We must honour our international obligations under the Paris Agreement. South Africa's second Nationally Determined Contribution (NDC), finalised and submitted in October 2025, sets an emissions range of 350–420 MtCO₂e for 2026–2030, with a further range of 320–380 MtCO₂e for 2031–2035, alongside our 2050 net-zero goal. While these ranges represent a step forward in declining emissions trajectories compared to prior periods, the NDC does not explicitly mandate sector-specific mitigation from the power sector, and the upper end of the ranges (particularly in 2035) does not significantly constrain emissions from electricity generation in the coming years. Sectoral Emission Targets (SETs) under the Climate Change Act remain in draft and face serious implementation hurdles. Without a strengthened carbon tax providing economy-wide price signals, we risk falling short of the deeper power sector cuts needed to align with net-zero by 2050, manage transition risks, and maintain credibility internationally.

Meridian Economics has shown that better alternatives exist to enhance the tax's effectiveness without sacrificing affordability.

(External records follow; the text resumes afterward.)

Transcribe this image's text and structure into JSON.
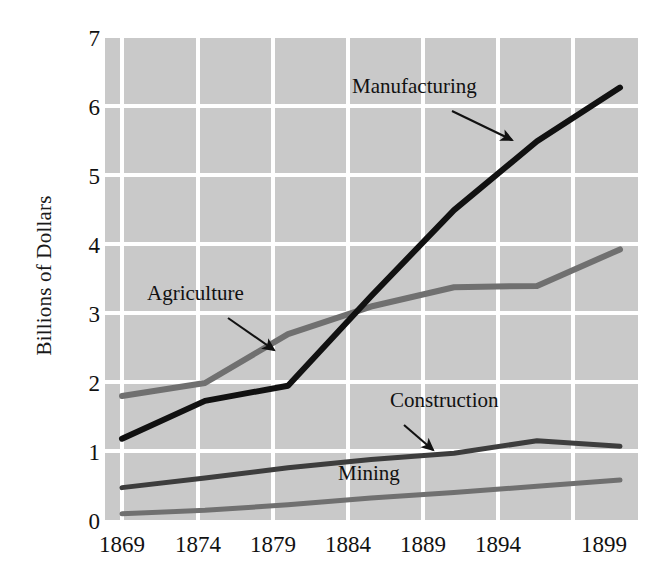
{
  "chart_data": {
    "type": "line",
    "title": "",
    "subtitle": "",
    "xlabel": "",
    "ylabel": "Billions of Dollars",
    "x": [
      1869,
      1874,
      1879,
      1884,
      1889,
      1894,
      1899
    ],
    "categories": [
      "1869",
      "1874",
      "1879",
      "1884",
      "1889",
      "1894",
      "1899"
    ],
    "xtick_labels": [
      "1869",
      "1874",
      "1879",
      "1884",
      "1889",
      "1894",
      "1899"
    ],
    "ytick_labels": [
      "0",
      "1",
      "2",
      "3",
      "4",
      "5",
      "6",
      "7"
    ],
    "ylim": [
      0,
      7
    ],
    "xlim": [
      1869,
      1899
    ],
    "grid": true,
    "grid_color": "#ffffff",
    "plot_background": "#c9c9c9",
    "legend_position": "inline-annotations",
    "series": [
      {
        "name": "Manufacturing",
        "color": "#111111",
        "width": 6,
        "values": [
          1.18,
          1.73,
          1.95,
          3.25,
          4.5,
          5.5,
          6.28
        ]
      },
      {
        "name": "Agriculture",
        "color": "#707070",
        "width": 6,
        "values": [
          1.8,
          1.99,
          2.7,
          3.1,
          3.38,
          3.4,
          3.93
        ]
      },
      {
        "name": "Construction",
        "color": "#3d3d3d",
        "width": 5,
        "values": [
          0.47,
          0.61,
          0.76,
          0.88,
          0.97,
          1.15,
          1.07
        ]
      },
      {
        "name": "Mining",
        "color": "#707070",
        "width": 5,
        "values": [
          0.09,
          0.14,
          0.22,
          0.32,
          0.4,
          0.49,
          0.58
        ]
      }
    ],
    "annotations": [
      {
        "label": "Manufacturing",
        "target_series": "Manufacturing",
        "target_x": 1889
      },
      {
        "label": "Agriculture",
        "target_series": "Agriculture",
        "target_x": 1877
      },
      {
        "label": "Construction",
        "target_series": "Construction",
        "target_x": 1890
      },
      {
        "label": "Mining",
        "target_series": "Mining",
        "target_x": 1886
      }
    ]
  },
  "axis": {
    "y_title": "Billions of Dollars",
    "y_ticks": [
      "7",
      "6",
      "5",
      "4",
      "3",
      "2",
      "1",
      "0"
    ],
    "x_ticks": [
      "1869",
      "1874",
      "1879",
      "1884",
      "1889",
      "1894",
      "1899"
    ]
  },
  "labels": {
    "manufacturing": "Manufacturing",
    "agriculture": "Agriculture",
    "construction": "Construction",
    "mining": "Mining"
  }
}
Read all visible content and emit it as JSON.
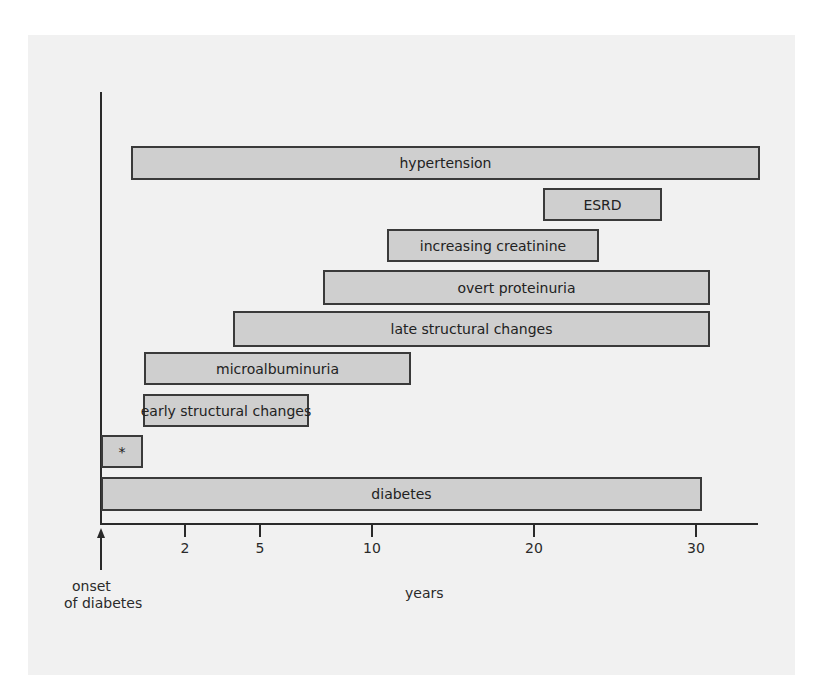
{
  "figure": {
    "panel_color": "#f1f1f1",
    "bar_fill": "#cfcfcf",
    "bar_border": "#3a3a3a",
    "onset_label_line1": "onset",
    "onset_label_line2": "of diabetes",
    "x_axis_label": "years"
  },
  "axis": {
    "ticks": [
      {
        "label": "2",
        "x": 185
      },
      {
        "label": "5",
        "x": 260
      },
      {
        "label": "10",
        "x": 372
      },
      {
        "label": "20",
        "x": 534
      },
      {
        "label": "30",
        "x": 696
      }
    ]
  },
  "bars": [
    {
      "label": "hypertension",
      "left": 131,
      "top": 146,
      "width": 629,
      "height": 34
    },
    {
      "label": "ESRD",
      "left": 543,
      "top": 188,
      "width": 119,
      "height": 33
    },
    {
      "label": "increasing creatinine",
      "left": 387,
      "top": 229,
      "width": 212,
      "height": 33
    },
    {
      "label": "overt proteinuria",
      "left": 323,
      "top": 270,
      "width": 387,
      "height": 35
    },
    {
      "label": "late structural changes",
      "left": 233,
      "top": 311,
      "width": 477,
      "height": 36
    },
    {
      "label": "microalbuminuria",
      "left": 144,
      "top": 352,
      "width": 267,
      "height": 33
    },
    {
      "label": "early structural changes",
      "left": 143,
      "top": 394,
      "width": 166,
      "height": 33
    },
    {
      "label": "*",
      "left": 101,
      "top": 435,
      "width": 42,
      "height": 33
    },
    {
      "label": "diabetes",
      "left": 101,
      "top": 477,
      "width": 601,
      "height": 34
    }
  ],
  "chart_data": {
    "type": "bar",
    "orientation": "horizontal-timeline",
    "title": "",
    "xlabel": "years",
    "ylabel": "",
    "x_ticks": [
      "2",
      "5",
      "10",
      "20",
      "30"
    ],
    "x_origin_label": "onset of diabetes",
    "series": [
      {
        "name": "hypertension",
        "start_years": 0.5,
        "end_years": 32
      },
      {
        "name": "ESRD",
        "start_years": 21,
        "end_years": 28
      },
      {
        "name": "increasing creatinine",
        "start_years": 12,
        "end_years": 24
      },
      {
        "name": "overt proteinuria",
        "start_years": 8,
        "end_years": 31
      },
      {
        "name": "late structural changes",
        "start_years": 4,
        "end_years": 31
      },
      {
        "name": "microalbuminuria",
        "start_years": 1,
        "end_years": 12
      },
      {
        "name": "early structural changes",
        "start_years": 1,
        "end_years": 7
      },
      {
        "name": "*",
        "start_years": 0,
        "end_years": 1
      },
      {
        "name": "diabetes",
        "start_years": 0,
        "end_years": 30.5
      }
    ],
    "grid": false,
    "legend": "none"
  }
}
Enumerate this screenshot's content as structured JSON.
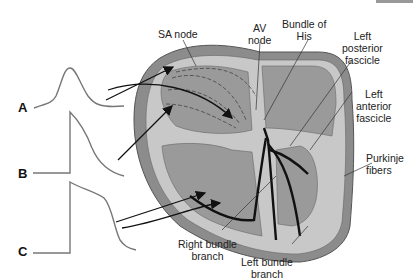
{
  "waveforms": [
    {
      "id": "A",
      "label": "A"
    },
    {
      "id": "B",
      "label": "B"
    },
    {
      "id": "C",
      "label": "C"
    }
  ],
  "labels": {
    "sa_node": "SA node",
    "av_node_1": "AV",
    "av_node_2": "node",
    "bundle_his_1": "Bundle of",
    "bundle_his_2": "His",
    "left_post_1": "Left",
    "left_post_2": "posterior",
    "left_post_3": "fascicle",
    "left_ant_1": "Left",
    "left_ant_2": "anterior",
    "left_ant_3": "fascicle",
    "purkinje_1": "Purkinje",
    "purkinje_2": "fibers",
    "right_bundle_1": "Right bundle",
    "right_bundle_2": "branch",
    "left_bundle_1": "Left bundle",
    "left_bundle_2": "branch"
  },
  "colors": {
    "outer_tissue": "#8c8c8c",
    "light_tissue": "#c8c8c8",
    "chamber": "#9a9a9a",
    "conduction": "#111111"
  }
}
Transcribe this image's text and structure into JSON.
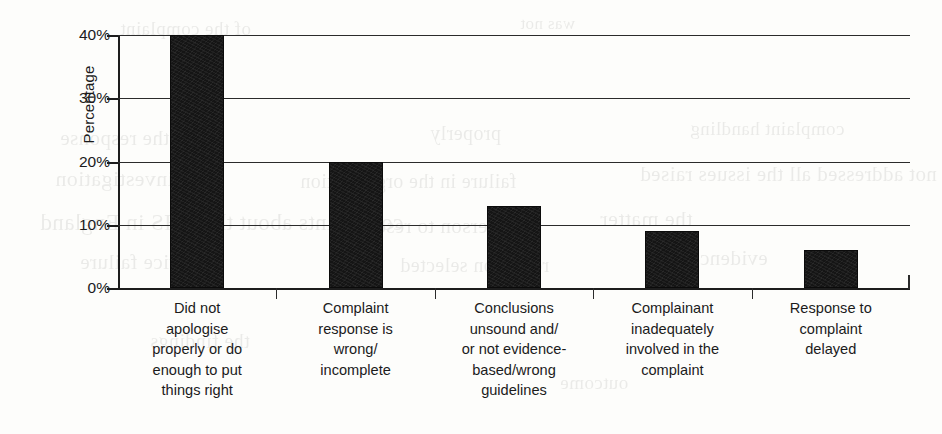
{
  "chart_data": {
    "type": "bar",
    "title": "",
    "subtitle": "",
    "xlabel": "",
    "ylabel": "Percentage",
    "ylim": [
      0,
      40
    ],
    "ytick_values": [
      0,
      10,
      20,
      30,
      40
    ],
    "ytick_labels": [
      "0%",
      "10%",
      "20%",
      "30%",
      "40%"
    ],
    "grid": "horizontal",
    "legend": "none",
    "bar_color": "#151515",
    "categories": [
      "Did not apologise properly or do enough to put things right",
      "Complaint response is wrong/ incomplete",
      "Conclusions unsound and/ or not evidence-based/wrong guidelines",
      "Complainant inadequately involved in the complaint",
      "Response to complaint delayed"
    ],
    "category_lines": [
      [
        "Did not",
        "apologise",
        "properly or do",
        "enough to put",
        "things right"
      ],
      [
        "Complaint",
        "response is",
        "wrong/",
        "incomplete"
      ],
      [
        "Conclusions",
        "unsound and/",
        "or not evidence-",
        "based/wrong",
        "guidelines"
      ],
      [
        "Complainant",
        "inadequately",
        "involved in the",
        "complaint"
      ],
      [
        "Response to",
        "complaint",
        "delayed"
      ]
    ],
    "values": [
      40,
      20,
      13,
      9,
      6
    ],
    "value_labels": [
      "40%",
      "20%",
      "13%",
      "9%",
      "6%"
    ]
  },
  "background_ghost_text": [
    "of the complaint",
    "was not",
    "the response",
    "properly",
    "complaint handling",
    "investigation",
    "failure in the organisation",
    "not addressed all the issues raised",
    "complaints about the NHS in England",
    "a person to resolve it",
    "the matter",
    "service failure",
    "report on selected",
    "evidence",
    "the findings",
    "outcome"
  ]
}
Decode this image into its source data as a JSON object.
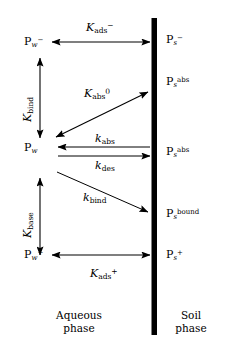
{
  "figure": {
    "soil_bar_color": "#000000",
    "background_color": "#ffffff",
    "stroke_color": "#000000"
  },
  "species": {
    "aqueous_anion": {
      "base": "P",
      "sub": "w",
      "sup": "−",
      "text": "P"
    },
    "aqueous_neutral": {
      "base": "P",
      "sub": "w",
      "sup": "",
      "text": "P"
    },
    "aqueous_cation": {
      "base": "P",
      "sub": "w",
      "sup": "+",
      "text": "P"
    },
    "soil_anion": {
      "base": "P",
      "sub": "s",
      "sup": "−",
      "text": "P"
    },
    "soil_abs_upper": {
      "base": "P",
      "sub": "s",
      "sup": "abs",
      "text": "P"
    },
    "soil_abs_lower": {
      "base": "P",
      "sub": "s",
      "sup": "abs",
      "text": "P"
    },
    "soil_bound": {
      "base": "P",
      "sub": "s",
      "sup": "bound",
      "text": "P"
    },
    "soil_cation": {
      "base": "P",
      "sub": "s",
      "sup": "+",
      "text": "P"
    }
  },
  "constants": {
    "k_ads_minus": {
      "base": "K",
      "sub": "ads",
      "sup": "−"
    },
    "k_abs_zero": {
      "base": "K",
      "sub": "abs",
      "sup": "0"
    },
    "k_abs": {
      "base": "k",
      "sub": "abs",
      "sup": ""
    },
    "k_des": {
      "base": "k",
      "sub": "des",
      "sup": ""
    },
    "k_bind": {
      "base": "k",
      "sub": "bind",
      "sup": ""
    },
    "k_ads_plus": {
      "base": "K",
      "sub": "ads",
      "sup": "+"
    },
    "K_bind": {
      "base": "K",
      "sub": "bind",
      "sup": ""
    },
    "K_base": {
      "base": "K",
      "sub": "base",
      "sup": ""
    }
  },
  "phases": {
    "aqueous_line1": "Aqueous",
    "aqueous_line2": "phase",
    "soil_line1": "Soil",
    "soil_line2": "phase"
  },
  "arrows": [
    {
      "name": "adsorption-anion-arrow",
      "type": "double-horizontal",
      "label": "k_ads_minus"
    },
    {
      "name": "acid-equilibrium-arrow",
      "type": "double-vertical",
      "label": "K_bind"
    },
    {
      "name": "absorption-equilibrium-arrow",
      "type": "double-diagonal",
      "label": "k_abs_zero"
    },
    {
      "name": "absorption-rate-arrow",
      "type": "single-left",
      "label": "k_abs"
    },
    {
      "name": "desorption-rate-arrow",
      "type": "single-right",
      "label": "k_des"
    },
    {
      "name": "binding-rate-arrow",
      "type": "single-diagonal-down",
      "label": "k_bind"
    },
    {
      "name": "base-equilibrium-arrow",
      "type": "double-vertical",
      "label": "K_base"
    },
    {
      "name": "adsorption-cation-arrow",
      "type": "double-horizontal",
      "label": "k_ads_plus"
    }
  ]
}
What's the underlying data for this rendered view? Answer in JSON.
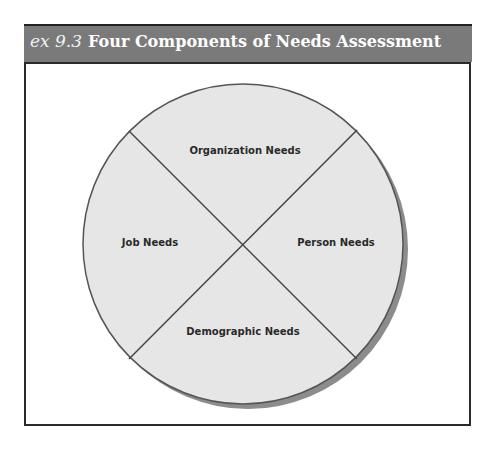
{
  "header": {
    "exhibit_number": "ex 9.3",
    "title": "Four Components of Needs Assessment",
    "background_color": "#7a7a7a"
  },
  "diagram": {
    "type": "quadrant-circle",
    "circle_fill": "#e6e6e6",
    "circle_stroke": "#555555",
    "shadow_color": "#8c8c8c",
    "quadrants": [
      {
        "position": "top",
        "label": "Organization Needs"
      },
      {
        "position": "left",
        "label": "Job Needs"
      },
      {
        "position": "right",
        "label": "Person Needs"
      },
      {
        "position": "bottom",
        "label": "Demographic Needs"
      }
    ]
  }
}
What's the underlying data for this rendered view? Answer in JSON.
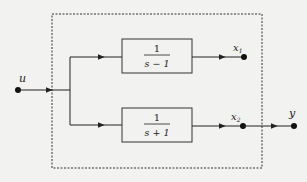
{
  "diagram": {
    "input_label": "u",
    "output_label": "y",
    "blocks": [
      {
        "id": "top",
        "numerator": "1",
        "denominator": "s − 1",
        "output_label": "x",
        "output_sub": "1"
      },
      {
        "id": "bottom",
        "numerator": "1",
        "denominator": "s + 1",
        "output_label": "x",
        "output_sub": "2"
      }
    ],
    "colors": {
      "line": "#222222",
      "background": "#f2f2f0"
    }
  }
}
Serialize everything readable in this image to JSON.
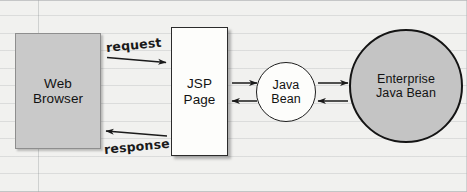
{
  "diagram": {
    "background": {
      "style": "lined-paper",
      "paper_color": "#f1f1ef",
      "rule_color": "#787d82"
    },
    "nodes": [
      {
        "id": "web-browser",
        "label": "Web\nBrowser",
        "shape": "rectangle",
        "fill": "#c9c9c9",
        "stroke": "#8e8e8e"
      },
      {
        "id": "jsp-page",
        "label": "JSP\nPage",
        "shape": "rectangle",
        "fill": "#fdfdfb",
        "stroke": "#2b2b2b"
      },
      {
        "id": "java-bean",
        "label": "Java\nBean",
        "shape": "circle",
        "fill": "#fdfdfb",
        "stroke": "#1f1f1f"
      },
      {
        "id": "enterprise-java-bean",
        "label": "Enterprise\nJava Bean",
        "shape": "circle",
        "fill": "#c4c4c4",
        "stroke": "#141414"
      }
    ],
    "edges": [
      {
        "id": "request",
        "label": "request",
        "from": "web-browser",
        "to": "jsp-page",
        "direction": "right"
      },
      {
        "id": "response",
        "label": "response",
        "from": "jsp-page",
        "to": "web-browser",
        "direction": "left"
      },
      {
        "id": "jsp-to-bean",
        "label": "",
        "from": "jsp-page",
        "to": "java-bean",
        "direction": "right"
      },
      {
        "id": "bean-to-jsp",
        "label": "",
        "from": "java-bean",
        "to": "jsp-page",
        "direction": "left"
      },
      {
        "id": "bean-to-ejb",
        "label": "",
        "from": "java-bean",
        "to": "enterprise-java-bean",
        "direction": "right"
      },
      {
        "id": "ejb-to-bean",
        "label": "",
        "from": "enterprise-java-bean",
        "to": "java-bean",
        "direction": "left"
      }
    ]
  }
}
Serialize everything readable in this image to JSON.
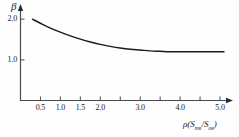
{
  "chart_data": {
    "type": "line",
    "title": "",
    "xlabel": "ρ(Sтк/Sок)",
    "ylabel": "β",
    "xlim": [
      0.0,
      5.2
    ],
    "ylim": [
      0.0,
      2.25
    ],
    "grid": false,
    "legend": null,
    "x_ticks": [
      {
        "value": 0.5,
        "label": "0.5"
      },
      {
        "value": 1.0,
        "label": "1.0"
      },
      {
        "value": 1.5,
        "label": "1.5"
      },
      {
        "value": 2.0,
        "label": "2.0"
      },
      {
        "value": 2.5,
        "label": ""
      },
      {
        "value": 3.0,
        "label": "3.0"
      },
      {
        "value": 3.5,
        "label": ""
      },
      {
        "value": 4.0,
        "label": "4.0"
      },
      {
        "value": 4.5,
        "label": ""
      },
      {
        "value": 5.0,
        "label": "5.0"
      }
    ],
    "y_ticks": [
      {
        "value": 1.0,
        "label": "1.0"
      },
      {
        "value": 2.0,
        "label": "2.0"
      }
    ],
    "series": [
      {
        "name": "beta-curve",
        "color": "#1a1a1a",
        "x": [
          0.3,
          0.5,
          0.75,
          1.0,
          1.25,
          1.5,
          1.75,
          2.0,
          2.25,
          2.5,
          2.75,
          3.0,
          3.25,
          3.5,
          3.75,
          4.0,
          4.25,
          4.5,
          4.75,
          5.0,
          5.1
        ],
        "y": [
          2.0,
          1.9,
          1.78,
          1.68,
          1.59,
          1.51,
          1.44,
          1.38,
          1.33,
          1.29,
          1.26,
          1.24,
          1.22,
          1.21,
          1.2,
          1.2,
          1.2,
          1.2,
          1.2,
          1.2,
          1.2
        ]
      }
    ],
    "axis_arrows": {
      "x": true,
      "y": true
    }
  },
  "xlabel_parts": {
    "rho": "ρ",
    "open": "(",
    "s1": "S",
    "sub1": "тк",
    "slash": "/",
    "s2": "S",
    "sub2": "ок",
    "close": ")"
  }
}
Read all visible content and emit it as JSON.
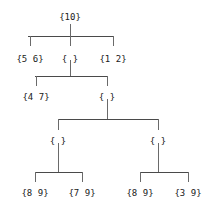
{
  "diagram": {
    "type": "tree",
    "title": "",
    "background_color": "#ffffff",
    "text_color": "#1a1a1a",
    "line_color": "#4a4a4a",
    "nodes": [
      {
        "id": "root",
        "label": "{10}",
        "x": 70,
        "y": 12,
        "depth": 0
      },
      {
        "id": "n1",
        "label": "{5 6}",
        "x": 30,
        "y": 54,
        "depth": 1
      },
      {
        "id": "n2",
        "label": "{ }",
        "x": 70,
        "y": 54,
        "depth": 1
      },
      {
        "id": "n3",
        "label": "{1 2}",
        "x": 113,
        "y": 54,
        "depth": 1
      },
      {
        "id": "n4",
        "label": "{4 7}",
        "x": 36,
        "y": 92,
        "depth": 2
      },
      {
        "id": "n5",
        "label": "{ }",
        "x": 107,
        "y": 92,
        "depth": 2
      },
      {
        "id": "n6",
        "label": "{ }",
        "x": 58,
        "y": 136,
        "depth": 3
      },
      {
        "id": "n7",
        "label": "{ }",
        "x": 158,
        "y": 136,
        "depth": 3
      },
      {
        "id": "l1",
        "label": "{8 9}",
        "x": 35,
        "y": 188,
        "depth": 4
      },
      {
        "id": "l2",
        "label": "{7 9}",
        "x": 82,
        "y": 188,
        "depth": 4
      },
      {
        "id": "l3",
        "label": "{8 9}",
        "x": 140,
        "y": 188,
        "depth": 4
      },
      {
        "id": "l4",
        "label": "{3 9}",
        "x": 188,
        "y": 188,
        "depth": 4
      }
    ],
    "edges": [
      {
        "parent": "root",
        "children": [
          "n1",
          "n2",
          "n3"
        ]
      },
      {
        "parent": "n2",
        "children": [
          "n4",
          "n5"
        ]
      },
      {
        "parent": "n5",
        "children": [
          "n6",
          "n7"
        ]
      },
      {
        "parent": "n6",
        "children": [
          "l1",
          "l2"
        ]
      },
      {
        "parent": "n7",
        "children": [
          "l3",
          "l4"
        ]
      }
    ],
    "connectors": {
      "bars": [
        {
          "id": "bar-root",
          "x1": 28,
          "x2": 113,
          "y": 36
        },
        {
          "id": "bar-n2",
          "x1": 35,
          "x2": 107,
          "y": 76
        },
        {
          "id": "bar-n5",
          "x1": 58,
          "x2": 158,
          "y": 119
        },
        {
          "id": "bar-n6",
          "x1": 35,
          "x2": 82,
          "y": 172
        },
        {
          "id": "bar-n7",
          "x1": 140,
          "x2": 188,
          "y": 172
        }
      ],
      "ticks": [
        {
          "id": "tick-root-down",
          "x": 70,
          "y1": 24,
          "y2": 36
        },
        {
          "id": "tick-n1-up",
          "x": 30,
          "y1": 36,
          "y2": 46
        },
        {
          "id": "tick-n2-up",
          "x": 70,
          "y1": 36,
          "y2": 46
        },
        {
          "id": "tick-n3-up",
          "x": 113,
          "y1": 36,
          "y2": 46
        },
        {
          "id": "tick-n2-down",
          "x": 70,
          "y1": 60,
          "y2": 76
        },
        {
          "id": "tick-n4-up",
          "x": 36,
          "y1": 76,
          "y2": 86
        },
        {
          "id": "tick-n5-up",
          "x": 107,
          "y1": 76,
          "y2": 86
        },
        {
          "id": "tick-n5-down",
          "x": 107,
          "y1": 99,
          "y2": 119
        },
        {
          "id": "tick-n6-up",
          "x": 58,
          "y1": 119,
          "y2": 130
        },
        {
          "id": "tick-n7-up",
          "x": 158,
          "y1": 119,
          "y2": 130
        },
        {
          "id": "tick-n6-down",
          "x": 58,
          "y1": 143,
          "y2": 172
        },
        {
          "id": "tick-n7-down",
          "x": 158,
          "y1": 143,
          "y2": 172
        },
        {
          "id": "tick-l1-up",
          "x": 35,
          "y1": 172,
          "y2": 182
        },
        {
          "id": "tick-l2-up",
          "x": 82,
          "y1": 172,
          "y2": 182
        },
        {
          "id": "tick-l3-up",
          "x": 140,
          "y1": 172,
          "y2": 182
        },
        {
          "id": "tick-l4-up",
          "x": 188,
          "y1": 172,
          "y2": 182
        }
      ]
    }
  }
}
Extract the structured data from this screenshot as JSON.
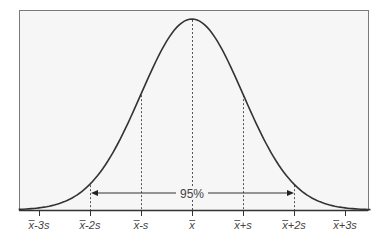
{
  "chart_data": {
    "type": "line",
    "title": "",
    "subtitle": "",
    "xlabel": "",
    "ylabel": "",
    "x_ticks": [
      -3,
      -2,
      -1,
      0,
      1,
      2,
      3
    ],
    "tick_labels": [
      "x̄-3s",
      "x̄-2s",
      "x̄-s",
      "x̄",
      "x̄+s",
      "x̄+2s",
      "x̄+3s"
    ],
    "series": [
      {
        "name": "normal density",
        "x": [
          -3,
          -2.5,
          -2,
          -1.5,
          -1,
          -0.5,
          0,
          0.5,
          1,
          1.5,
          2,
          2.5,
          3
        ],
        "values": [
          0.011,
          0.044,
          0.135,
          0.325,
          0.607,
          0.882,
          1.0,
          0.882,
          0.607,
          0.325,
          0.135,
          0.044,
          0.011
        ]
      }
    ],
    "reference_lines": [
      {
        "x": -2,
        "style": "dashed"
      },
      {
        "x": -1,
        "style": "dashed"
      },
      {
        "x": 0,
        "style": "dashed"
      },
      {
        "x": 1,
        "style": "dashed"
      },
      {
        "x": 2,
        "style": "dashed"
      }
    ],
    "annotations": [
      {
        "text": "95%",
        "type": "double-arrow",
        "from": -2,
        "to": 2
      }
    ],
    "xlim": [
      -3.4,
      3.5
    ],
    "ylim": [
      0,
      1.0
    ],
    "grid": false,
    "legend": "none"
  },
  "colors": {
    "plot_background": "#f6f6f6",
    "frame": "#7a7a7a",
    "curve": "#333333",
    "reference": "#555555",
    "text": "#444444"
  },
  "annotation_label": "95%",
  "labels": {
    "m3": {
      "base": "x",
      "suffix": "-3s"
    },
    "m2": {
      "base": "x",
      "suffix": "-2s"
    },
    "m1": {
      "base": "x",
      "suffix": "-s"
    },
    "mean": {
      "base": "x",
      "suffix": ""
    },
    "p1": {
      "base": "x",
      "suffix": "+s"
    },
    "p2": {
      "base": "x",
      "suffix": "+2s"
    },
    "p3": {
      "base": "x",
      "suffix": "+3s"
    }
  }
}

These include incorporating the full Calculated Carbon Tax (CCT) into Eskom generators' market bids (using SAWEM transitional features like vesting contracts) to shift the merit order toward cleaner sources and send strong investment signals for non-emitting capacity. Other options involve removing the RE Premium offset to pass through incentives for consumer-side efficiency or switches to green suppliers. Revenues, such as the difference between the CCT and the Environmental Levy Equivalent, could be recycled through the Central Purchasing Agency to distributors or used for targeted subsidies (e.g., offsetting the proposed Legacy Charge, supporting households, grid expansion, or reskilling in coal regions). These approaches deliver stronger mitigation at the system and consumer levels, ensure a level playing field for independent power producers (IPPs), and build broader political support by addressing regressive impacts.

Abolishing or suspending the tax would surrender an established lever for energy reform, fiscal stability, competitiveness, and decarbonisation. Climate damages, stranded assets, and transition risks would burden the fiscus, and ultimately the public, far more than a well-designed tax ever could.

Rather, retain the tax, enhance its design for the power sector as Meridian Economics has recommended, and strategically deploy revenues to subsidise electricity prices, support key transition elements, and advance inclusive growth. This aligns mitigation with affordability, cuts long-term risks, unlocks private sector and IPP potential for a clean, reliable electricity system, and strengthens South Africa's standing in a carbon-constrained world, even as the formal NDC ranges allow some flexibility in the power sector's path.

Our Paris commitments, economic future, and climate security demand nothing less. Cabinet and Treasury should resist short-sighted pressures and seize this opportunity to send the right signals to investors and the market.

Note: This argument for retaining and reforming the carbon tax—rather than abolishing it amid current lobbying—draws particular strength from Dr Emily Tyler's recent LinkedIn post, which can be viewed here, which succinctly captures the risks of dilution or removal at this pivotal moment and calls for strategic revenue deployment to enhance political acceptability, equity, and transition support while preserving mitigation incentives.